NADINE Morano with Nicolas Sarkozy.
NADINE Morano with Nicolas Sarkozy.

MUCH unwillingly as it is, French politicians of the Left but also of the Right are at the moment furiously scratching their own (and each others’) backs and crying foul. The cause behind this abrasive malaise happens to be Nadine Morano, a Republican party activist and former minister under President Nicolas Sarkozy.

Morano, currently a member of the European parliament, was invited recently on a late night TV talk show. One of the inevitable questions put before her concerned the unprecedented influx of refugees. “Welcoming immigrants from war-torn regions is one thing,” she said calmly, “but France has no reason to sacrifice its own identity as we are after all a white-skinned civilisation with our own values and culture.”

This caused uproar not only in the Socialist circles but also within Morano’s own party. Given today’s pensée unique and global village ideologies that dominate all intellectual debates, one is not supposed to mention skin colour. Besides, with the regional elections due in December, the rightists and the leftists are both keen on not losing the sympathies of the immigrant voters.

So there was an avalanche of devastating criticism from both the camps. But apparently Morano had expected it and had kept at least two trump cards up her sleeve. She slammed them down one after the other during another interview: “Some time ago I happened to be on a visit to Yamoussoukro where I made a statement saying the Ivory Coast was a country of black-skinned people and that foreign countries had no right to intervene there. Not only had no one objected, my declaration was hailed as something very positive. Why should a similar affirmation about my own country become so controversial?”

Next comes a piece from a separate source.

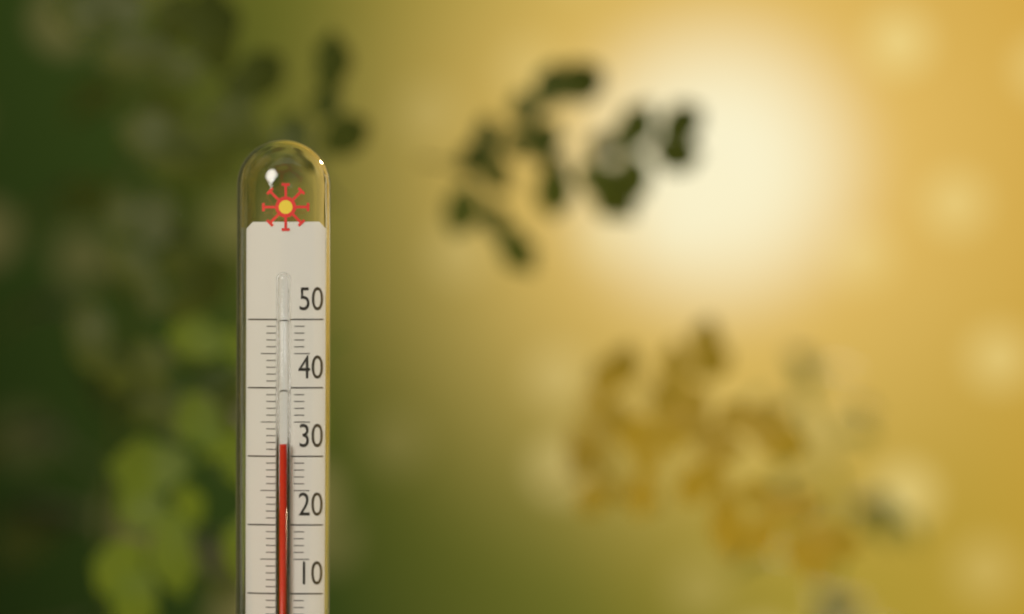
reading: 32 °C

Morano further explained that she was only alluding to what Gen Charles de Gaulle had said fifty-eight years ago. Then she quoted the French national hero’s own words: “This is a very good thing that there are yellow-skinned, black-skinned and brown-skinned people in France. Nevertheless they remain a small minority. Our majority consists of white-skinned Europeans with their Latin-Greek civilisation and Christian religion.” As could be expected, this added fuel to the fire. Many intellectuals of the Left came forward with the point of view that what Gen de Gaulle had said six decades ago cannot hold true today, as times change and yesterday’s values are no longer relevant.

But by now another intellectual circle has gathered behind Morano. Her supporters say if values really change with times, then all that Jesus Christ, Plato or Buddha, to take only a few examples, had taught thousands of years ago should be rendered null and void today. Taking account of this unexpected development, the Republican chief Sarkozy has so far refrained from making any direct criticism of Morano or even from citing her name. “All I have to say is that we need to control our vocabulary,” he remarked.

Republican parliamentarian and former Af-Pak ambassador Pierre Lellouche was more explicit: “She probably chose her words somewhat clumsily, but I think in her declaration Nadine Morano represents the opinion of a large majority of the French people.”

Last week she was in Moscow as the European Union’s representative at the International Security Forum. On return home Morano went directly to the village of Colombey-les-deux-Eglises to attend a religious ceremony at the tomb of Gen Charles de Gaulle.

Following a special meeting last Wednesday, Sarkozy disqualified Morano from Republican candidature in December’s elections. Invited during a television news broadcast the next day, she said she preferred losing her candidature to apologising. “I get thousands of messages every day from people of all classes congratulating me on having the courage to say what everyone is too afraid to admit,” she told the news presenter.

—The writer is a journalist based in Paris.